There are a lot of things kids can do to get in trouble in school, and being more creative than the test they’re taking may be near the top of the list.
Overwhelmed teachers say they’re having trouble finding the time to work with creative students, and an increasingly tight regimen of standardized tests means that creativity is often punished on report cards.
That’s having an impact: according to a recent Newsweek cover story, America’s intelligence test scores are going steadily up, while our scores in creativity are going steadily down.
That’s dangerous in several ways, the first of which is that it doesn’t necessarily mean we’re getting any smarter. As the magazine notes, intelligence test scores tend to suffer from inflation as new generations get more used to taking the tests – it’s called the “Flynn Effect,” and it means increases in intelligence scores aren’t always increases in intelligence.
Theoretically, creativity tests should suffer from the same problem of false inflation – which makes the recent drop in creativity scores all the more disturbing.
How disturbing? Newsweek calls it a “Crisis in creativity,” and points out that in a global economy based on innovation, a loss in creativity is an economic disaster waiting to happen.
“The necessity of human ingenuity is undisputed,” authors Po Bronson and Ashley Merryman write:
“A recent IBM poll of 1,500 CEOs identified creativity as the No. 1 “leadership competency” of the future. Yet it’s not just about sustaining our nation’s economic growth. All around us are matters of national and international importance that are crying out for creative solutions, from saving the Gulf of Mexico to bringing peace to Afghanistan to delivering health care. Such solutions emerge from a healthy marketplace of ideas, sustained by a populace constantly contributing original ideas and receptive to the ideas of others.”
According to Steve Pritzker, who chairs the Creativity Studies program at Saybrook’s Graduate College of Psychology and Humanistic Studies, the system almost seems designed to punish creative children. “Creative children are often treated as outcasts in the classroom, and seen as ‘problem children.’ In that environment they’re not just missing the encouragement they need, they’re actively discouraged from using their gifts, and the result is that a lot of very talented kids don’t succeed at school.”
Pritzker is a member of the American Psychological Association’s coalition for education, and is specifically working with them to develop ways to support creative children in the classroom. While Pritzker’s grateful to Newsweek for writing about the problem supporting creativity in American schools, he says it’s been a long time coming.
“We’ve had this issue for years, but it was masked by the fact that the country was doing so well,” he says. “Now that the rest of the world is catching up quickly, we suddenly see it as a crisis. If that gets it attention, okay. The problem is real.”
The good news is that attention is starting to translate to action: At the last meeting of the APA’s education coalition in Washington Pritzker was encouraged to develop an online module on creativity for teachers that can be shared through the APA website.
That module, he says, will offer teachers information on how to understand creativity and encourage it in the classroom (including in their own lessons), and how to support creative children directly.
“This isn’t a new direction for research: we know how to support creative kids,” Pritzker says. “The trouble is that right now we’re emphasizing teaching to the test, and we can do better. Hopefully we can help teachers recognize and deal with creative kids.”
Ruth Richards, a Saybrook faculty member and one of the world’s leading experts on creativity research, agrees that there’s a lot more schools can do – but says society can change its priorities as well.
“We tend to think of creativity as being for artists and for famous people,” Richards says. “That’s not helpful.” Instead, recognizing “everyday creativity” in children and adults alike can make a difference –especially given the impact that engaging in creative acts of any kind can have on health and wellbeing.
That’s one of the things Pritzker is hoping to get across.
“A lot of the attention on creativity in the classroom is for the economic benefits of creativity, I know, and if that’s what it takes to get attention, then fine,” he says. “But we should also want our population to be fulfilled, and feel good about what they do, and our society to be more creative generally. These are good things in themselves.”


**Task item:**
From the records below, count the lines containing the word "EEEE" and give only that number.

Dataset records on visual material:
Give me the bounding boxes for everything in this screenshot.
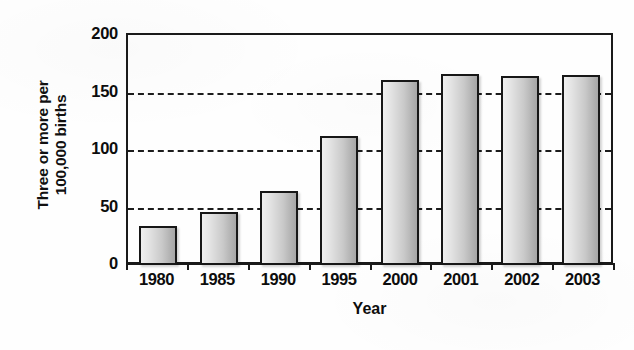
y-axis-tick-label: 150 — [62, 81, 118, 100]
bar-slot — [370, 35, 430, 265]
x-axis-tick-label: 1980 — [126, 270, 187, 289]
y-axis-tick-label: 100 — [62, 139, 118, 158]
x-axis-tick-label: 2000 — [370, 270, 431, 289]
y-axis-tick-label: 200 — [62, 24, 118, 43]
x-axis-tick-label: 1990 — [248, 270, 309, 289]
bar-1980[interactable] — [139, 226, 177, 265]
y-axis-tick-labels: 050100150200 — [62, 0, 118, 350]
y-axis-tick-label: 0 — [62, 254, 118, 273]
bar-slot — [128, 35, 188, 265]
bar-slot — [490, 35, 550, 265]
bar-series — [128, 35, 611, 265]
y-axis-title-line-1: Three or more per — [34, 80, 52, 209]
chart-page: Three or more per 100,000 births 0501001… — [0, 0, 634, 350]
bar-1990[interactable] — [260, 191, 298, 265]
x-axis-tick-label: 2001 — [430, 270, 491, 289]
x-axis-title: Year — [126, 300, 613, 318]
bar-2001[interactable] — [441, 74, 479, 265]
bar-slot — [309, 35, 369, 265]
x-axis-tick-label: 2002 — [491, 270, 552, 289]
bar-1985[interactable] — [200, 212, 238, 265]
bar-2002[interactable] — [501, 76, 539, 265]
bar-slot — [249, 35, 309, 265]
bar-slot — [551, 35, 611, 265]
y-axis-tick-label: 50 — [62, 196, 118, 215]
x-axis-tick-label: 1985 — [187, 270, 248, 289]
bar-2000[interactable] — [381, 80, 419, 265]
x-axis-tick-mark — [613, 263, 615, 270]
bar-2003[interactable] — [562, 75, 600, 265]
x-axis-tick-labels: 19801985199019952000200120022003 — [126, 270, 613, 289]
x-axis-tick-label: 2003 — [552, 270, 613, 289]
bar-1995[interactable] — [320, 136, 358, 265]
plot-area — [126, 33, 613, 263]
bar-slot — [188, 35, 248, 265]
bar-slot — [430, 35, 490, 265]
x-axis-tick-label: 1995 — [309, 270, 370, 289]
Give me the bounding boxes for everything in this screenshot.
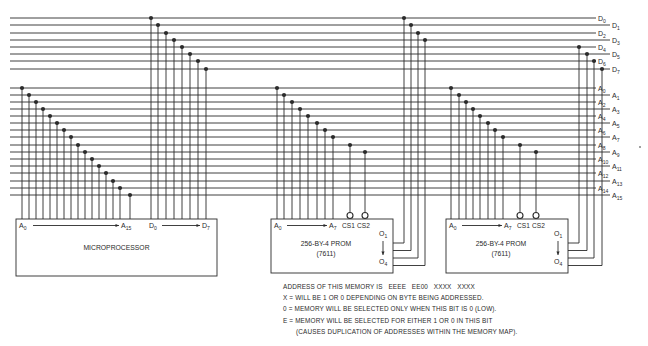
note-e-definition: E = MEMORY WILL BE SELECTED FOR EITHER 1… bbox=[283, 315, 517, 326]
prom-part-number: (7611) bbox=[491, 250, 510, 258]
junction-dot bbox=[493, 128, 497, 132]
junction-dot bbox=[69, 135, 73, 139]
microprocessor-block: A0A15D0D7MICROPROCESSOR bbox=[16, 16, 217, 276]
junction-dot bbox=[348, 143, 352, 147]
junction-dot bbox=[41, 107, 45, 111]
address-bus-label-a5: A5 bbox=[612, 120, 620, 129]
junction-dot bbox=[55, 121, 59, 125]
address-bus-label-a9: A9 bbox=[612, 149, 620, 158]
address-bus-label-a7: A7 bbox=[612, 134, 620, 143]
junction-dot bbox=[471, 107, 475, 111]
prom-part-number: (7611) bbox=[316, 250, 335, 258]
junction-dot bbox=[275, 86, 279, 90]
address-bus-label-a14: A14 bbox=[598, 185, 608, 194]
address-bus-label-a1: A1 bbox=[612, 92, 620, 101]
arrow-head-icon bbox=[324, 224, 328, 227]
data-bus-label-d4: D4 bbox=[598, 44, 606, 53]
junction-dot bbox=[90, 157, 94, 161]
address-bus-label-a15: A15 bbox=[612, 192, 622, 201]
junction-dot bbox=[62, 128, 66, 132]
junction-dot bbox=[27, 93, 31, 97]
prom-block-1: A0A7CS1CS2O1O4256-BY-4 PROM(7611) bbox=[271, 16, 427, 273]
active-low-bubble-icon bbox=[517, 213, 523, 219]
junction-dot bbox=[204, 67, 208, 71]
data-bus-label-d7: D7 bbox=[612, 66, 620, 75]
junction-dot bbox=[188, 52, 192, 56]
junction-dot bbox=[600, 67, 604, 71]
junction-dot bbox=[298, 107, 302, 111]
junction-dot bbox=[585, 52, 589, 56]
junction-dot bbox=[97, 164, 101, 168]
junction-dot bbox=[164, 31, 168, 35]
prom-label: 256-BY-4 PROM bbox=[301, 240, 352, 247]
junction-dot bbox=[363, 150, 367, 154]
junction-dot bbox=[48, 114, 52, 118]
cs1-label: CS1 bbox=[517, 222, 530, 229]
junction-dot bbox=[449, 86, 453, 90]
junction-dot bbox=[196, 59, 200, 63]
junction-dot bbox=[592, 59, 596, 63]
junction-dot bbox=[306, 114, 310, 118]
address-bus-label-a12: A12 bbox=[598, 170, 608, 179]
junction-dot bbox=[423, 38, 427, 42]
active-low-bubble-icon bbox=[362, 213, 368, 219]
output-end-label: O4 bbox=[554, 258, 562, 267]
junction-dot bbox=[457, 93, 461, 97]
cs2-label: CS2 bbox=[357, 222, 370, 229]
data-range-start-label: D0 bbox=[149, 222, 157, 231]
address-bus-label-a11: A11 bbox=[612, 163, 622, 172]
junction-dot bbox=[128, 193, 132, 197]
junction-dot bbox=[180, 45, 184, 49]
junction-dot bbox=[76, 143, 80, 147]
junction-dot bbox=[118, 186, 122, 190]
address-bus-label-a10: A10 bbox=[598, 156, 608, 165]
arrow-head-icon bbox=[197, 224, 201, 227]
addr-range-start-label: A0 bbox=[19, 222, 27, 231]
note-e-continuation: (CAUSES DUPLICATION OF ADDRESSES WITHIN … bbox=[283, 326, 517, 337]
junction-dot bbox=[331, 135, 335, 139]
microprocessor-label: MICROPROCESSOR bbox=[83, 244, 149, 251]
output-start-label: O1 bbox=[379, 230, 387, 239]
address-bus-label-a13: A13 bbox=[612, 178, 622, 187]
cs1-label: CS1 bbox=[342, 222, 355, 229]
junction-dot bbox=[464, 100, 468, 104]
junction-dot bbox=[104, 171, 108, 175]
junction-dot bbox=[83, 150, 87, 154]
output-end-label: O4 bbox=[379, 258, 387, 267]
stray-dot bbox=[639, 146, 641, 148]
arrow-head-icon bbox=[499, 224, 503, 227]
junction-dot bbox=[501, 135, 505, 139]
note-x-definition: X = WILL BE 1 OR 0 DEPENDING ON BYTE BEI… bbox=[283, 292, 517, 303]
data-range-end-label: D7 bbox=[202, 222, 210, 231]
junction-dot bbox=[478, 114, 482, 118]
data-bus-label-d3: D3 bbox=[612, 37, 620, 46]
junction-dot bbox=[290, 100, 294, 104]
junction-dot bbox=[282, 93, 286, 97]
prom-label: 256-BY-4 PROM bbox=[476, 240, 527, 247]
junction-dot bbox=[111, 179, 115, 183]
junction-dot bbox=[486, 121, 490, 125]
active-low-bubble-icon bbox=[347, 213, 353, 219]
data-bus-label-d0: D0 bbox=[598, 15, 606, 24]
note-address-line: ADDRESS OF THIS MEMORY IS EEEE EE00 XXXX… bbox=[283, 281, 517, 292]
address-note: ADDRESS OF THIS MEMORY IS EEEE EE00 XXXX… bbox=[283, 281, 517, 337]
cs2-label: CS2 bbox=[532, 222, 545, 229]
prom-addr-end-label: A7 bbox=[504, 222, 512, 231]
junction-dot bbox=[534, 150, 538, 154]
junction-dot bbox=[577, 45, 581, 49]
arrow-head-icon bbox=[556, 252, 559, 256]
data-bus-label-d5: D5 bbox=[612, 51, 620, 60]
junction-dot bbox=[409, 23, 413, 27]
active-low-bubble-icon bbox=[533, 213, 539, 219]
address-bus-label-a3: A3 bbox=[612, 106, 620, 115]
prom-addr-end-label: A7 bbox=[329, 222, 337, 231]
addr-range-end-label: A15 bbox=[121, 222, 131, 231]
junction-dot bbox=[323, 128, 327, 132]
junction-dot bbox=[149, 16, 153, 20]
data-bus-label-d6: D6 bbox=[598, 58, 606, 67]
data-bus-label-d1: D1 bbox=[612, 22, 620, 31]
junction-dot bbox=[402, 16, 406, 20]
junction-dot bbox=[315, 121, 319, 125]
prom-addr-start-label: A0 bbox=[274, 222, 282, 231]
junction-dot bbox=[34, 100, 38, 104]
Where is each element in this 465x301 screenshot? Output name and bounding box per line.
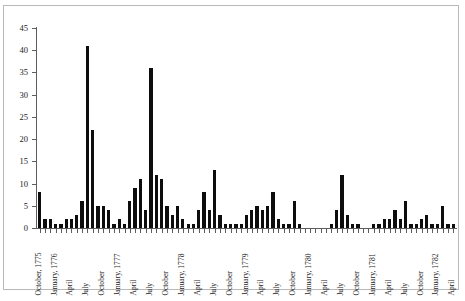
x-tick xyxy=(289,229,290,233)
bar xyxy=(271,192,274,228)
bar xyxy=(86,46,89,228)
x-tick xyxy=(93,229,94,233)
x-tick xyxy=(61,229,62,233)
bar xyxy=(75,215,78,228)
x-tick-label: April xyxy=(321,280,329,296)
x-tick xyxy=(395,229,396,233)
bar xyxy=(446,224,449,228)
x-tick xyxy=(167,229,168,233)
x-tick xyxy=(40,229,41,233)
x-tick xyxy=(384,229,385,233)
bar xyxy=(282,224,285,228)
x-tick xyxy=(109,229,110,233)
x-tick xyxy=(146,229,147,233)
bar xyxy=(240,224,243,228)
x-tick-label: July xyxy=(274,283,282,296)
bar xyxy=(91,130,94,228)
x-tick xyxy=(151,229,152,233)
x-tick xyxy=(199,229,200,233)
x-tick xyxy=(368,229,369,233)
bar xyxy=(123,224,126,228)
x-tick xyxy=(130,229,131,233)
x-tick xyxy=(400,229,401,233)
x-tick xyxy=(427,229,428,233)
x-tick-label: October xyxy=(290,272,298,296)
bar xyxy=(425,215,428,228)
x-tick xyxy=(278,229,279,233)
x-tick xyxy=(56,229,57,233)
bar xyxy=(399,219,402,228)
bar xyxy=(404,201,407,228)
bar xyxy=(409,224,412,228)
x-tick xyxy=(119,229,120,233)
x-tick xyxy=(379,229,380,233)
bar xyxy=(420,219,423,228)
bar xyxy=(165,206,168,228)
bar xyxy=(133,188,136,228)
x-tick xyxy=(231,229,232,233)
x-tick xyxy=(98,229,99,233)
bar xyxy=(452,224,455,228)
bar xyxy=(218,215,221,228)
x-tick xyxy=(453,229,454,233)
chart-frame: 051015202530354045 October, 1775January,… xyxy=(3,5,459,290)
x-tick xyxy=(66,229,67,233)
x-tick xyxy=(321,229,322,233)
y-tick-label: 30 xyxy=(20,90,29,99)
x-tick xyxy=(374,229,375,233)
x-tick xyxy=(422,229,423,233)
x-tick-label: April xyxy=(385,280,393,296)
x-tick xyxy=(162,229,163,233)
bar xyxy=(383,219,386,228)
x-tick xyxy=(257,229,258,233)
x-tick-label: January, 1776 xyxy=(51,254,59,296)
bar xyxy=(102,206,105,228)
bar xyxy=(277,219,280,228)
bar xyxy=(330,224,333,228)
x-tick xyxy=(172,229,173,233)
bar xyxy=(224,224,227,228)
x-tick xyxy=(183,229,184,233)
y-tick-label: 45 xyxy=(20,24,29,33)
bar xyxy=(187,224,190,228)
x-tick-label: January, 1781 xyxy=(369,254,377,296)
bar xyxy=(65,219,68,228)
x-tick xyxy=(125,229,126,233)
bar xyxy=(96,206,99,228)
x-tick xyxy=(331,229,332,233)
y-tick: 35 xyxy=(32,72,37,73)
x-tick xyxy=(432,229,433,233)
x-tick xyxy=(448,229,449,233)
x-tick xyxy=(416,229,417,233)
x-tick xyxy=(156,229,157,233)
bar xyxy=(181,219,184,228)
x-tick-label: January, 1777 xyxy=(115,254,123,296)
bar xyxy=(255,206,258,228)
bar xyxy=(176,206,179,228)
bar xyxy=(266,206,269,228)
bar xyxy=(208,210,211,228)
y-tick: 45 xyxy=(32,28,37,29)
x-tick-label: October, 1775 xyxy=(35,253,43,296)
x-tick-label: October xyxy=(353,272,361,296)
x-tick xyxy=(247,229,248,233)
bar xyxy=(372,224,375,228)
bar xyxy=(43,219,46,228)
bar xyxy=(388,219,391,228)
x-tick-label: October xyxy=(226,272,234,296)
x-tick xyxy=(411,229,412,233)
y-tick: 20 xyxy=(32,139,37,140)
bar xyxy=(346,215,349,228)
bar xyxy=(38,192,41,228)
x-tick xyxy=(50,229,51,233)
x-tick-label: April xyxy=(258,280,266,296)
x-tick xyxy=(358,229,359,233)
bar xyxy=(112,224,115,228)
x-tick-label: July xyxy=(83,283,91,296)
x-tick xyxy=(315,229,316,233)
y-tick-label: 20 xyxy=(20,135,29,144)
x-tick-label: October xyxy=(417,272,425,296)
x-tick-label: October xyxy=(162,272,170,296)
x-tick xyxy=(77,229,78,233)
x-tick xyxy=(193,229,194,233)
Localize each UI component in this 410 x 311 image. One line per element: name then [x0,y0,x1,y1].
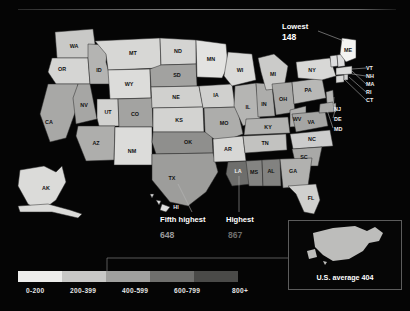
state-label-DE: DE [334,116,342,122]
state-label-CT: CT [366,97,374,103]
state-MA [336,66,352,75]
state-AL [262,159,281,186]
legend-label-1: 200-399 [70,287,96,294]
state-AK-aleutians [18,204,82,218]
legend-swatch-4 [194,271,238,282]
state-OR [48,58,90,84]
state-label-MA: MA [366,81,374,87]
leader-lowest [318,31,344,41]
inset-us-shape [313,226,383,261]
state-CO [118,98,153,127]
state-label-MD: MD [334,126,342,132]
callout-highest-value: 867 [228,230,242,240]
legend-label-2: 400-599 [122,287,148,294]
us-choropleth-map: WA OR CA NV ID MT WY UT AZ CO NM ND SD N… [0,14,410,219]
state-WY [108,69,151,99]
callout-lowest-label: Lowest [282,22,309,31]
us-average-inset: U.S. average 404 [288,220,402,290]
state-PA [292,78,326,104]
state-AZ [76,126,115,161]
state-label-VT: VT [366,65,374,71]
header-divider [18,9,396,10]
leader-RI [349,77,366,92]
callout-fifth-highest-value: 648 [160,230,174,240]
state-label-RI: RI [366,89,372,95]
legend-swatch-1 [62,271,106,282]
legend-label-4: 800+ [232,287,248,294]
state-CA [40,84,78,142]
state-NC [290,130,333,149]
state-shapes [18,29,356,218]
state-NE [151,86,203,108]
legend: 0-200 200-399 400-599 600-799 800+ [18,271,268,299]
leader-MA [352,71,366,84]
state-MN [196,40,228,78]
legend-labels: 0-200 200-399 400-599 600-799 800+ [18,287,268,299]
state-KS [153,107,204,132]
callout-fifth-highest-label: Fifth highest [160,215,206,224]
inset-hawaii-shape [323,261,327,265]
state-NY [296,58,336,80]
state-RI [344,74,348,80]
map-svg: WA OR CA NV ID MT WY UT AZ CO NM ND SD N… [0,14,410,219]
callout-lowest: Lowest 148 [282,22,344,42]
state-KY [244,117,290,135]
inset-map-svg [289,221,401,269]
state-label-HI: HI [173,204,179,210]
legend-swatch-2 [106,271,150,282]
leader-NH [352,74,366,76]
state-NV [73,84,97,124]
state-FL [288,184,320,214]
state-WI [224,52,256,86]
state-GA [280,158,312,188]
leader-VT [352,68,366,69]
legend-label-3: 600-799 [174,287,200,294]
state-UT [97,99,119,126]
legend-swatch-0 [18,271,62,282]
state-MD [319,102,334,113]
state-label-NH: NH [366,73,374,79]
state-IA [199,84,235,108]
legend-label-0: 0-200 [26,287,44,294]
legend-gradient-bar [18,271,238,282]
state-TN [243,134,287,153]
state-SD [150,64,197,87]
state-label-NJ: NJ [334,106,341,112]
map-figure: WA OR CA NV ID MT WY UT AZ CO NM ND SD N… [0,0,410,311]
state-AR [213,136,246,162]
state-NM [114,127,152,165]
inset-alaska-shape [307,249,317,259]
state-MS [246,160,263,186]
legend-swatch-3 [150,271,194,282]
state-ND [160,38,196,65]
callout-highest-label: Highest [226,215,254,224]
state-CT [336,75,344,83]
callout-lowest-value: 148 [282,32,297,42]
state-OK [152,132,213,154]
inset-average-label: U.S. average 404 [289,273,401,282]
state-VT [330,55,338,67]
state-VA [292,111,328,132]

**Your response:**
2